Friday evening, we did some calculating and realized we needed four cubic meters of soil. In freedom units, that's over 141 cubic feet.
That is also roughly 6.5 METRIC TONS.
^- Our nosy neighbours kept watching me work all the time!
Spent the entire friday weekend removing the gravel and sand mix and throwing it into the container, and on sunday I dug out huge poison ivy roots in the vain hope that it wouldn't return anytime soon. Of course it will, because that is what this hellspawn of a plant will do, but...
Monday morning, my gf started to phone around and luckily, one supplier actually dumped those 6.5 metric tons of soil on our property the same afternoon. So all of thursday, I was busy wheelbarrowing and shoveling those 6.5 metric tons. Wednesday was a public holiday and on thursday, the nursery guys came over and planted what we had selected. They actually complimented me on the prep work for the patch. That felt really good.

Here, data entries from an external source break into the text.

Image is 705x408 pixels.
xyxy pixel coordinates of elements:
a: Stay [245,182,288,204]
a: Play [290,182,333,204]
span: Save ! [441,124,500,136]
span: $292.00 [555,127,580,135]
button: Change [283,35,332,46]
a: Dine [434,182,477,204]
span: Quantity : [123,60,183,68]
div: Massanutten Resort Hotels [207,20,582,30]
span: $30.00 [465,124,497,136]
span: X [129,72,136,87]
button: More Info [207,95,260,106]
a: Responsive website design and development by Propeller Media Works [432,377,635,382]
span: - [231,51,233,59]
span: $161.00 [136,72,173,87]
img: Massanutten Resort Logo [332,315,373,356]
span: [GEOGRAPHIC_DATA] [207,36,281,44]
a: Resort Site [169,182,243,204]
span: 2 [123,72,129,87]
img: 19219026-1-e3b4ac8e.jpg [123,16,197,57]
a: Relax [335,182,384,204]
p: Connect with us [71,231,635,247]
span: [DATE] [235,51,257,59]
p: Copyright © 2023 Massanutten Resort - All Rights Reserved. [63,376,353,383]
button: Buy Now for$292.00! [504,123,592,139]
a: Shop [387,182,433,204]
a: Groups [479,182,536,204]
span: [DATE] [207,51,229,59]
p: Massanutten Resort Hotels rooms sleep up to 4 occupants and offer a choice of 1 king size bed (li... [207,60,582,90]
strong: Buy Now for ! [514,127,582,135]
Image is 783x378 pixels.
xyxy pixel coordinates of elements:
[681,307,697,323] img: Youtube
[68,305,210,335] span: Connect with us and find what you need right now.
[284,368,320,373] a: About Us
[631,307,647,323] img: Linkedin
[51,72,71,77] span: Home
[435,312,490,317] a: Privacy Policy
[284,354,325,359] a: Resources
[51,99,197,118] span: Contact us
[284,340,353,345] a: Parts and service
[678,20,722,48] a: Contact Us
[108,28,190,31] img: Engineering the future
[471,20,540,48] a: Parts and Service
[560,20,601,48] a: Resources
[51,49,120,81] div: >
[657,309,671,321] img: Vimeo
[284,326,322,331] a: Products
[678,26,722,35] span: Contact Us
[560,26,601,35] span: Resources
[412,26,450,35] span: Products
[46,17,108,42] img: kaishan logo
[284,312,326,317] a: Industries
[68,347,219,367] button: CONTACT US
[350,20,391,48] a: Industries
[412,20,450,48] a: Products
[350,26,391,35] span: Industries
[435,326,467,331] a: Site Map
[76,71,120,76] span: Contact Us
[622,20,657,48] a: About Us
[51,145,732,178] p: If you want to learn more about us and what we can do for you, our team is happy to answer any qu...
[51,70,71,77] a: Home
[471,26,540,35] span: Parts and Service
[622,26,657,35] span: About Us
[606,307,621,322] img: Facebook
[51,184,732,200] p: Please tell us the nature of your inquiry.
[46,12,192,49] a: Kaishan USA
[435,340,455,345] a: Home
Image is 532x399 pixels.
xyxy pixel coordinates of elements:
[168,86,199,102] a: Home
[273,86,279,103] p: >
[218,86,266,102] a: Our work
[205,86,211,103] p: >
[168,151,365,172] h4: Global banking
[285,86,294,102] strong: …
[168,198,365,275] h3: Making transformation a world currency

This is what it looked like when I was done with it:

So as you can see I cut out a quarter circle from the lawn as well, so that was more stuff to be thrown into a container because of stupid laws.
When I was done, the first two containers looked like this:

Sorry for the potato quality picture, but you can tell just how much rubble that is.
I'll do you one better and put it in numbers though.
That's around 750 kilos of wood (or ~1650 lbs)
That's also 5670 kilos of rubble (or ~12500 lbs)
I know, because we got the bill today and that stuff is billed by weight.
I'll get a picture with the plants in later, but ... yeah that was our vacation project.
Did I mention I only had a shovel and a wheelbarrow, not an excavator?